Policy makers and financial advisers, take note. “One-size-fits-all solutions are unlikely to really capture the flavor of what’s here,” Poterba said.

Incomes in flux

Another worrisome finding: The degree to which some retirees face a steep drop in income. While single people and married couples saw their retirement income remain fairly steady, on average, that was not the case for retirees whose spouse had died.

Their income dropped almost 75% between 1993 and the last year of being surveyed. The study doesn’t explain why that happens, though Poterba hazarded a guess that it might be related to a drop in pension benefits when the first spouse dies.

Get married
 

If you want the best retirement outcome possible, get rich. If that fails, consider getting married, staying married—and doing your best to die before your spouse does. That last is not entirely serious, but the general take-away is that being married pays off in retirement.

For example, remember that 46% of retirees who have just $10,000 in savings when they die? That jumps to 57% for people who are single throughout the course of the survey.

Married couples are likelier to have home equity, too. Overall, in the last year before death, 57% of single-person households and 50% of surviving spouses had no housing wealth when they died. But retirees who died before their spouse did? Just 20% lacked home equity, the study said.

“The group who does the best in terms of average level of financial assets are those who are married when we first see them, remain married when the first person dies, and we’re looking at the first spouse to die. They tend to have higher income levels,” Poterba said. “Single individuals on average have lower levels of retirement income as well as lower financial assets.”

But perhaps the study’s most striking finding was a “strong and consistent” relationship between wealth and survival. If you’re rich, you’re much likelier to live longer.

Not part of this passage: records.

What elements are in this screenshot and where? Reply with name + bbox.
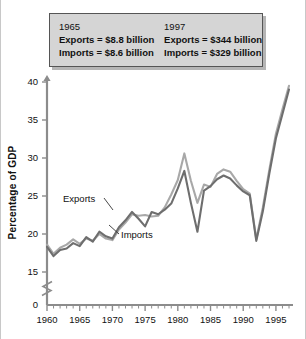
- fact-year-1965: 1965: [59, 20, 155, 33]
- chart-svg: 0152025303540 19601965197019751980198519…: [1, 70, 306, 339]
- y-axis-ticks: 0152025303540: [27, 76, 47, 310]
- y-tick-label: 15: [27, 266, 38, 277]
- x-tick-label: 1975: [135, 314, 156, 325]
- y-tick-label: 25: [27, 190, 38, 201]
- fact-box: 1965 Exports = $8.8 billion Imports = $8…: [49, 13, 263, 67]
- y-tick-label: 40: [27, 76, 38, 87]
- series-line-exports: [47, 86, 289, 254]
- fact-exports-1997: Exports = $344 billion: [164, 33, 262, 46]
- y-tick-label: 20: [27, 228, 38, 239]
- imports-annotation: Imports: [121, 229, 153, 240]
- axis-lines: [42, 75, 293, 305]
- exports-annotation: Exports: [63, 193, 95, 204]
- y-tick-label: 30: [27, 152, 38, 163]
- fact-exports-1965: Exports = $8.8 billion: [59, 33, 155, 46]
- x-tick-label: 1960: [36, 314, 57, 325]
- chart-page: 1965 Exports = $8.8 billion Imports = $8…: [0, 0, 306, 339]
- y-tick-label: 0: [33, 299, 38, 310]
- fact-imports-1997: Imports = $329 billion: [164, 46, 262, 59]
- x-axis-ticks: 19601965197019751980198519901995: [36, 305, 289, 325]
- series-line-imports: [47, 90, 289, 256]
- x-tick-label: 1990: [233, 314, 254, 325]
- x-tick-label: 1985: [200, 314, 221, 325]
- x-tick-label: 1970: [102, 314, 123, 325]
- y-tick-label: 35: [27, 114, 38, 125]
- fact-imports-1965: Imports = $8.6 billion: [59, 46, 155, 59]
- x-tick-label: 1995: [265, 314, 286, 325]
- x-tick-label: 1965: [69, 314, 90, 325]
- plot-area: 0152025303540 19601965197019751980198519…: [1, 70, 306, 339]
- data-series: [47, 86, 289, 256]
- fact-column-1965: 1965 Exports = $8.8 billion Imports = $8…: [50, 20, 155, 59]
- fact-column-1997: 1997 Exports = $344 billion Imports = $3…: [155, 20, 262, 59]
- x-tick-label: 1980: [167, 314, 188, 325]
- fact-year-1997: 1997: [164, 20, 262, 33]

“The relationship between wealth when first observed and subsequent mortality is striking,” the study said.

40 Comments
  1. Maddie's Mom says:

    Is there a point to this article?

    “You can’t generalize that the elderly are not doing very well financially or that the elderly are doing fine. There is a lot of variation within the group,” Poterba said.

    That could’ve been the beginning and end right there.

    Duh.

    Well-loved. Like or Dislike: Thumb up 7 Thumb down 0

    31st August 2012 at 10:07 am

  2. bluestem says:

    Can’t take it with you!!!!!!!!!!!!!!! John

    Like or Dislike: Thumb up 5 Thumb down 1

    31st August 2012 at 10:09 am

  3. Maddie's Mom says:

    “If you want the best retirement outcome possible, get rich.”

    I wish I could get paid to write stuff like this.

    I wouldn’t even have to get out of bed to come up jewels like that.

    Must’ve been a slow day for Andrea.

    Well-loved. Like or Dislike: Thumb up 10 Thumb down 0

    31st August 2012 at 10:09 am

  4. FTL says:

    Don’t worry – In a few years a vast majority of Americans up to 99.5% will die broke.

    Well-loved. Like or Dislike: Thumb up 8 Thumb down 0

    31st August 2012 at 10:24 am

  5. Pirate Jo says:

    You can probably do okay with $10,000 to your name if you have checks coming in from a pension and Social Security.

    Those of us under the age of 50, who will see neither, had better save all we can and plan to work until age 75.

    Median income per wage-earner in the US is around $25K, right? I’m a single wage-earner making nearly three times that. I’m also kid-free, debt-free, and mortgage-free. My living expenses run around $25K a year, which is a lot cheaper than what most people in the country live on. This has to put me in the top 10-15%, right?

    But this idea that I can quit my job someday and live off the interest on my savings – that’s nuts. Interest rates are around 1%. I’d need $2.5 million. Some guy elsewhere on the Internet yesterday was saying that people who have to dip into their principal in retirement are “living on the raggedy edge.” I just about fell out of my chair laughing. According to this article, only half the population even has $10,000 in principal in the first place. That raggedy edge is awfully big!

    What FTL said.

    Well-loved. Like or Dislike: Thumb up 9 Thumb down 0

    31st August 2012 at 11:01 am

  6. Tim says:

    I’m 37 years old, and I am certain that I won’t see any of the money that has been withheld from my wages in the form of Social Security taxes. That’s money that I earned; it belongs to ME. I really wish there were a way to opt out of Social Security and get a refund of ones withholdings.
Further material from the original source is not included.